UN Peacekeepers In The Spotlight
Responding to reports in the Telegraph, the UN has admitted that it has investigated 319 individuals in the past three years over abuse allegations. Most of these involved sexual abuse in one form or another. To their credit they are at least acknowledging there is a problem. The question is, are they realistically doing enough to guard against it?
U.N. Assistant Secretary-General for Peacekeeping Jane Holl Lute said Friday that the U.N. has done more in the last two years than ever before to try to combat sex abuse in its 16 peacekeeping missions "but we're not satisfied with where we are."

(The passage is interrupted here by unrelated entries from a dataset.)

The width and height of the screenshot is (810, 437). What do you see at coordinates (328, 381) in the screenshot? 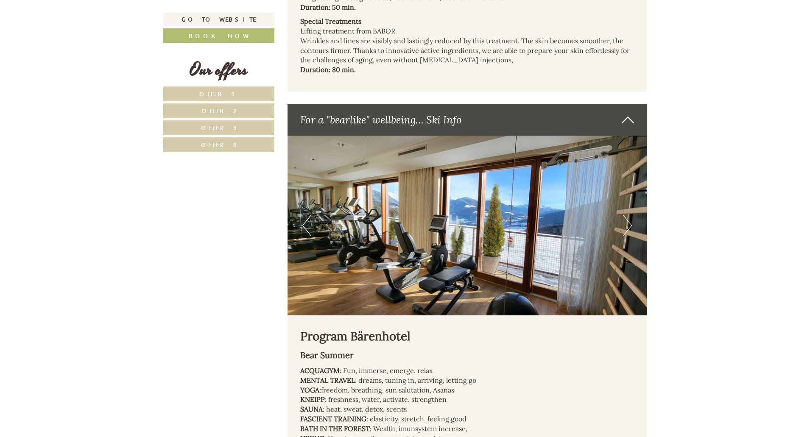
I see `strong: MENTAL TRAVEL` at bounding box center [328, 381].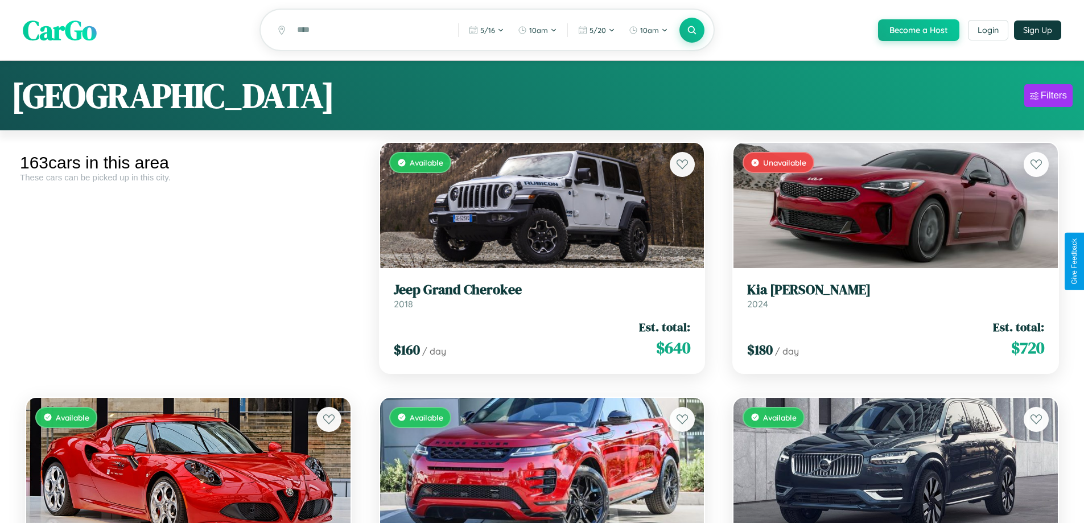  Describe the element at coordinates (542, 295) in the screenshot. I see `a: Jeep Grand Cherokee2018` at that location.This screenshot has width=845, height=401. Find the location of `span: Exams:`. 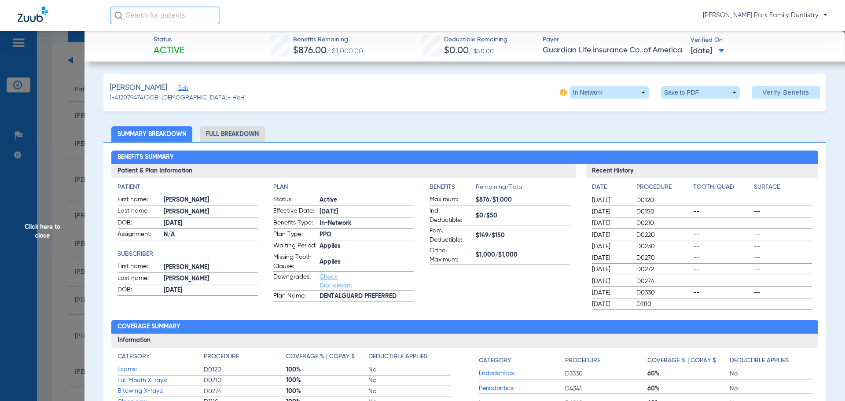

span: Exams: is located at coordinates (161, 369). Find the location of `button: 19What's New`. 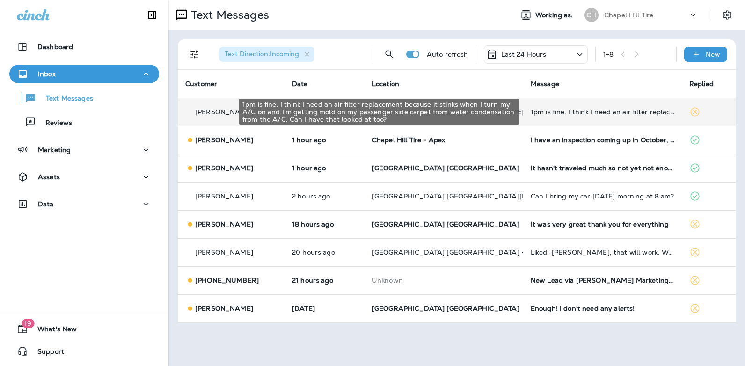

With nearly 200,000 people from more than 100 countries rotating through the peacekeeping missions every year, some people "are going to behave badly," she told a news conference. "What's different now is … our determination to stay with this problem … and constantly improve our ability to deal with it."
Between January 2004 and the end of November 2006, Lute said, the U.N. investigated allegations of sexual exploitation and abuse involving 319 peacekeeping personnel "in all missions" — from East Timor, the Middle East and Africa to Kosovo and Haiti.

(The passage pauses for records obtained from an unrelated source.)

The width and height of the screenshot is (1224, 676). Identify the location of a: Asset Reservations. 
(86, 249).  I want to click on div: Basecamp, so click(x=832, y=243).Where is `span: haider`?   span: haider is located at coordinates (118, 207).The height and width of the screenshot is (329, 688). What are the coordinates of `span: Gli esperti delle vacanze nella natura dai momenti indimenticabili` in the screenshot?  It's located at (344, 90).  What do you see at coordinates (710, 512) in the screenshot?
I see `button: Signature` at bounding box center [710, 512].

This resulted in the summary dismissal of 18 civilians and the repatriation of 17 international police and 144 military personnel, she said.
According to the Department of Peacekeeping, during the first 10 months of 2006, 63 percent of all misconduct allegations involving peacekeeping personnel were related to sexual exploitation and abuse, a third of them to prostitution.
While allegations of abuse have dogged peacekeeping missions since their inception more than 50 years ago, the issue was thrust into the spotlight after the United Nations found in early 2005 that peacekeepers in Congo had sex with Congolese women and girls, usually in exchange for food or small sums of money.
Jordan's U.N. Ambassador Prince Zeid al Hussein wrote a report several months later that described the U.N. military arm as deeply flawed and recommended withholding the salaries of the guilty and requiring nations to pursue legal action against perpetrators. It said abuses had been reported in missions ranging from Bosnia and Kosovo to Cambodia, East Timor, West Africa and Congo.
To be honest about this, some of the nations contributing peacekeepers have, to put it delicately, less than stellar human rights records to begin with. Putting some of these soldiers into missions to some of the hellholes the UN is trying to help in is asking for trouble.